YMCA Life Skills App

Validating a mobile-first financial literacy learning flow in three weeks

Project

Context

This was a three-week team project (4 designers) exploring how a YMCA mobile app could support young adults in developing practical life skills.

The brief was intentionally broad. Our deliverable was not.

Success was defined as shipping one high-fidelity, testable user flow, supported by research and usability testing - and presenting it as a coherent product concept.

This was an academic setting, but we treated scope and tradeoffs as real constraints.

Our final design included:

  • A mobile dashboard with visual progress
  • Short, digestible learning modules
  • Personalized profiles and saved content
  • A smooth, no-pressure onboarding flow
  • A section for mentorship and guidance chats

Delivery Constraints

  • Fixed 3-week timeline
  • One interactive flow required for final critique
  • Mobile-only experience (assumed primary device for young adults)
  • No backend, integrations, or production feasibility considered
  • No direct YMCA stakeholder access

Given this, we prioritized clarity and focus over completeness.

Key Decision

Focus on Financial Literacy

User interviews surfaced multiple life skill gaps (career prep, cooking, budgeting), but financial literacy was repeatedly described as confusing and intimidating.

We chose to narrow scope and validate one concept within that domain rather than design a shallow multi-feature platform.

Other topics were intentionally deferred.

Shipping One Focused Learning Experience

I owned the primary financial learning flow.

We chose to teach compound interest as a contained but foundational concept. The experience was structured as:

  1. Short, digestible lesson steps
  2. A simple knowledge check
  3. A lightweight reward moment

The rationale:

  • Reduce cognitive load
  • Encourage completion
  • Mirror mobile learning patterns users were already familiar with

This approach prioritized engagement and clarity over depth.

Bite-sized lesson structure designed to reduce cognitive load and improve completion rates.

What Shipped

  • A complete end-to-end compound interest learning flow
  • A knowledge check reinforcing comprehension
  • A simple reward loop to close the experience

We also created high-level entry points for:

  • A resource “toolbox”
  • Mentor messaging

These were intentionally shallow - designed to demonstrate ecosystem potential, not production-ready functionality.

What We Deferred

To protect scope, we explicitly did not pursue:

  • Additional life skill modules
  • Social/community features
  • Real-world reward integrations
  • Multiple rounds of post-iteration testing

The largest tradeoff was limited validation. We conducted usability testing on the core flow, but did not have time for a second validation round after iteration.

Secondary features were intentionally shallow, signaling ecosystem direction without expanding MVP scope.

Risks & Open Questions

Two risks remained:

  • Interview demographics skewed older than our target audience.
  • The bite-sized, gamified approach assumed short-form learning preferences without deeper retention testing.

If continued, the next step would be validating whether this learning format meaningfully improves comprehension and follow-through for younger users.

Outcome

This project demonstrates my ability to:

  • Reduce an over-broad problem into a testable slice
  • Make scope tradeoffs under time pressure
  • Own and deliver a focused user flow
  • Acknowledge unresolved risks without over-claiming impact

Rather than designing a full platform, we shipped one clear learning experience and understood its limits.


- [Work to be completed] For the word "Image", search the records and show each line in which it occurs.

- [Listed records]
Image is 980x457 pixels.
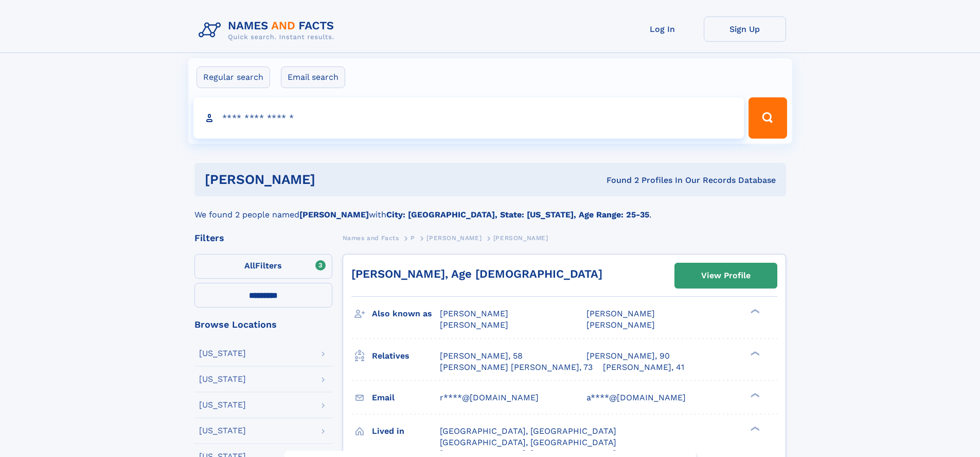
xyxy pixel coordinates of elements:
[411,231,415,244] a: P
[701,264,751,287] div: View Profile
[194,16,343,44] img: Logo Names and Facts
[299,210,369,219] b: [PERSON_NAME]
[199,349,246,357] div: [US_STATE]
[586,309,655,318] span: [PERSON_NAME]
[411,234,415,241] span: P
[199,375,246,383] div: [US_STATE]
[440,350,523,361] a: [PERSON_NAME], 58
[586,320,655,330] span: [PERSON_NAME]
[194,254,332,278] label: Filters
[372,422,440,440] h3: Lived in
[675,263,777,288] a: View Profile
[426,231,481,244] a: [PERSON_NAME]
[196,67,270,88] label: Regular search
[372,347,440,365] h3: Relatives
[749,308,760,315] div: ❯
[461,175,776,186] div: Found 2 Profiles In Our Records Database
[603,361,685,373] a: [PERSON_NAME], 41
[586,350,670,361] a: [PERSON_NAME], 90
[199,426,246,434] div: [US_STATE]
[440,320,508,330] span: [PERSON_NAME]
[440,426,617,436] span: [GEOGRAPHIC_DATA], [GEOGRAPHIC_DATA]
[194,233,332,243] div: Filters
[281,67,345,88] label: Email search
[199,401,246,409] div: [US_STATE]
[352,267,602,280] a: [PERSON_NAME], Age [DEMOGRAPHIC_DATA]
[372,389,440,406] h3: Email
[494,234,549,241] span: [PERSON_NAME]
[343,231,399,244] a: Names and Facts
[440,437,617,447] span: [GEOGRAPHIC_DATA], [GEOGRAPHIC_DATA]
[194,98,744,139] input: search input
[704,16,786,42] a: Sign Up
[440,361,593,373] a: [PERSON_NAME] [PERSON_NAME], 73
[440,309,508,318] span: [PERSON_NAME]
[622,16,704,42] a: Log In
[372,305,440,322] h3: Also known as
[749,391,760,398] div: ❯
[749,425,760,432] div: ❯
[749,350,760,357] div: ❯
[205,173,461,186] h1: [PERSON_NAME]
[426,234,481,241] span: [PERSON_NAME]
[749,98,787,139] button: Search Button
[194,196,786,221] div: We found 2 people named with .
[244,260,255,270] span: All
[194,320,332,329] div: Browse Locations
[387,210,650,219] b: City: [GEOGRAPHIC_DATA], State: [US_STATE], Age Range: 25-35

--

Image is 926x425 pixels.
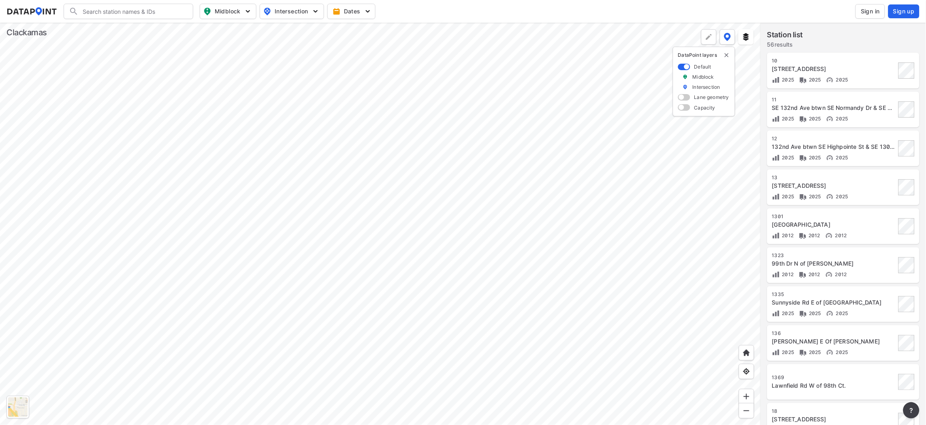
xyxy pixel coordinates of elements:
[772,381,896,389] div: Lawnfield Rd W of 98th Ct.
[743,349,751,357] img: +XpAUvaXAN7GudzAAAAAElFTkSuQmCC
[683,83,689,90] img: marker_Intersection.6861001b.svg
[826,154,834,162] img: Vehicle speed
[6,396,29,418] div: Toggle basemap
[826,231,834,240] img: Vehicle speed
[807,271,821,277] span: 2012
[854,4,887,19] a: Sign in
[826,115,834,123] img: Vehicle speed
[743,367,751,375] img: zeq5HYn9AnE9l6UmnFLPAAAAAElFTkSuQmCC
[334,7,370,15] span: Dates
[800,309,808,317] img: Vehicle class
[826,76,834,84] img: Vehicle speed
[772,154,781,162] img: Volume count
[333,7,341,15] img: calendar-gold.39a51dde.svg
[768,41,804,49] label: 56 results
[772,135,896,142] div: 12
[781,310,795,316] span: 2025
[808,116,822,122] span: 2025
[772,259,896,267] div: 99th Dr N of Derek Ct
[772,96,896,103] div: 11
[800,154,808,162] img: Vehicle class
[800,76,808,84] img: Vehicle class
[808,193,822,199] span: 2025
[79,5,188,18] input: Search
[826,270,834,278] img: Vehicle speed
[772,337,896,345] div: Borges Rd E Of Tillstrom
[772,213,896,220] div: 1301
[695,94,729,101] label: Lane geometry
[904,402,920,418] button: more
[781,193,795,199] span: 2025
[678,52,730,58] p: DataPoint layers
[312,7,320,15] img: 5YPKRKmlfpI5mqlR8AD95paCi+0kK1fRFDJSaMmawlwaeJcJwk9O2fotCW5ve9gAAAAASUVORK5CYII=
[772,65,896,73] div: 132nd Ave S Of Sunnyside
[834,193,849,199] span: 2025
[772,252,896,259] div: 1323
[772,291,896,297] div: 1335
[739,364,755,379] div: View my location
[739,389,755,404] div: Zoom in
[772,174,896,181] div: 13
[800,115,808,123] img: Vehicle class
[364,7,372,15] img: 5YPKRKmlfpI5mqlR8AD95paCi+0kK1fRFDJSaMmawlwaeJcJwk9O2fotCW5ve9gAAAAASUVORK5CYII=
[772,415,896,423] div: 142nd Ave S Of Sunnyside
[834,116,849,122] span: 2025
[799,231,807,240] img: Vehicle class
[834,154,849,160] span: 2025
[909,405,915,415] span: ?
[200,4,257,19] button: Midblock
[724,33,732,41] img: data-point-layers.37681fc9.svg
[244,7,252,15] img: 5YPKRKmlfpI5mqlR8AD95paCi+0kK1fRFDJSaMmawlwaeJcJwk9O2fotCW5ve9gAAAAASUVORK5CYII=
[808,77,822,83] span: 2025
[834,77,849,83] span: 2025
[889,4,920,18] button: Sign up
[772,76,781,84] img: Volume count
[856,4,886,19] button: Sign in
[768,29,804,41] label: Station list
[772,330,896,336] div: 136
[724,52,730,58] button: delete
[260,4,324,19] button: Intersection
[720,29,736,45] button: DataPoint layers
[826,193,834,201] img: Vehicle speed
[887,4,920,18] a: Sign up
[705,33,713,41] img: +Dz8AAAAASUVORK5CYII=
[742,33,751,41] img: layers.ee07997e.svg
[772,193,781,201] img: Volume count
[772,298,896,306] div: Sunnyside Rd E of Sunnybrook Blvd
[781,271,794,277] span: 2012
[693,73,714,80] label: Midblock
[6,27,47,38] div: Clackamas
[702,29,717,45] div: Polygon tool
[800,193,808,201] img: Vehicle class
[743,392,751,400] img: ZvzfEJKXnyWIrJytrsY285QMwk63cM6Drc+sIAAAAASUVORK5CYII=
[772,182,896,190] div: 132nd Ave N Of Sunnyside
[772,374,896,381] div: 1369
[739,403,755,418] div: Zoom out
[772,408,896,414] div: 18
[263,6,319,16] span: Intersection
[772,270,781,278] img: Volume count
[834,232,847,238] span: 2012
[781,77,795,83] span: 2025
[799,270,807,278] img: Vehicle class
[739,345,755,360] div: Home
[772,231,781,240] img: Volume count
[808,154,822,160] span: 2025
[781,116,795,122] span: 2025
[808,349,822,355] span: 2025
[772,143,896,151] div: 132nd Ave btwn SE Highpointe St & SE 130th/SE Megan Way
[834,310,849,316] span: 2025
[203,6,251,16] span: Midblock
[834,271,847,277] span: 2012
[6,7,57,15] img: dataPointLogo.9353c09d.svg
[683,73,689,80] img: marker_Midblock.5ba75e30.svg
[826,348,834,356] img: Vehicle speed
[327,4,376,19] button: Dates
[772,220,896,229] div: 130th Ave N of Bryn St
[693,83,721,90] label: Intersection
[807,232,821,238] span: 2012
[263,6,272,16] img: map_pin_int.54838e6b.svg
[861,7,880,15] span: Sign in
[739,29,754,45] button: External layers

---

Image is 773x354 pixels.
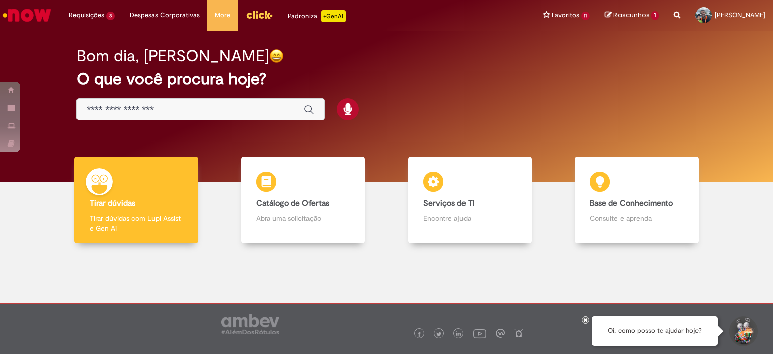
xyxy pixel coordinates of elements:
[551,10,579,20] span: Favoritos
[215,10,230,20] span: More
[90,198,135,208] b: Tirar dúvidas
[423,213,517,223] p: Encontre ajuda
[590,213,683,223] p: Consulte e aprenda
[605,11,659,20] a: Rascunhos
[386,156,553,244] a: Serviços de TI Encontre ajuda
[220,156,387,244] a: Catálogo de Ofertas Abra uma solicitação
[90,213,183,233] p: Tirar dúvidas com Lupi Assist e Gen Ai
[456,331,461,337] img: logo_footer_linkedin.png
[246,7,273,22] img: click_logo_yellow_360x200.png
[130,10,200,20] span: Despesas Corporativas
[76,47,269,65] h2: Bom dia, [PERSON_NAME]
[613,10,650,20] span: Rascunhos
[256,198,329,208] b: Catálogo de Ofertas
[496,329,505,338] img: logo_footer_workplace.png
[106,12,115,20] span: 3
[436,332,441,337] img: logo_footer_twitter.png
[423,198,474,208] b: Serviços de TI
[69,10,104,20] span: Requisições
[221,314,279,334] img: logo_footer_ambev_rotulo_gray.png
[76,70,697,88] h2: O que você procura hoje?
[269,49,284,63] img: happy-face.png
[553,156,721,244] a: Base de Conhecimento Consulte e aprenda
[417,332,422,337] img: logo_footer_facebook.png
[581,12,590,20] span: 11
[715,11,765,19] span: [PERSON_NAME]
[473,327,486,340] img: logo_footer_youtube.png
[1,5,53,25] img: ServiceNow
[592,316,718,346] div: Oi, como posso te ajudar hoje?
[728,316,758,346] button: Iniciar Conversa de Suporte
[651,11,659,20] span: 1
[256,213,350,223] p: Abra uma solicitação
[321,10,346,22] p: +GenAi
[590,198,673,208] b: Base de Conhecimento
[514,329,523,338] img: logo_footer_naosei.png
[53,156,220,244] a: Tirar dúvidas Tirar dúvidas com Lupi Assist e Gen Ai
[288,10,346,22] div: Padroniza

- [Answer section]
Image is 980x457 pixels.
Image is 926x425 pixels.
Image is 773x354 pixels.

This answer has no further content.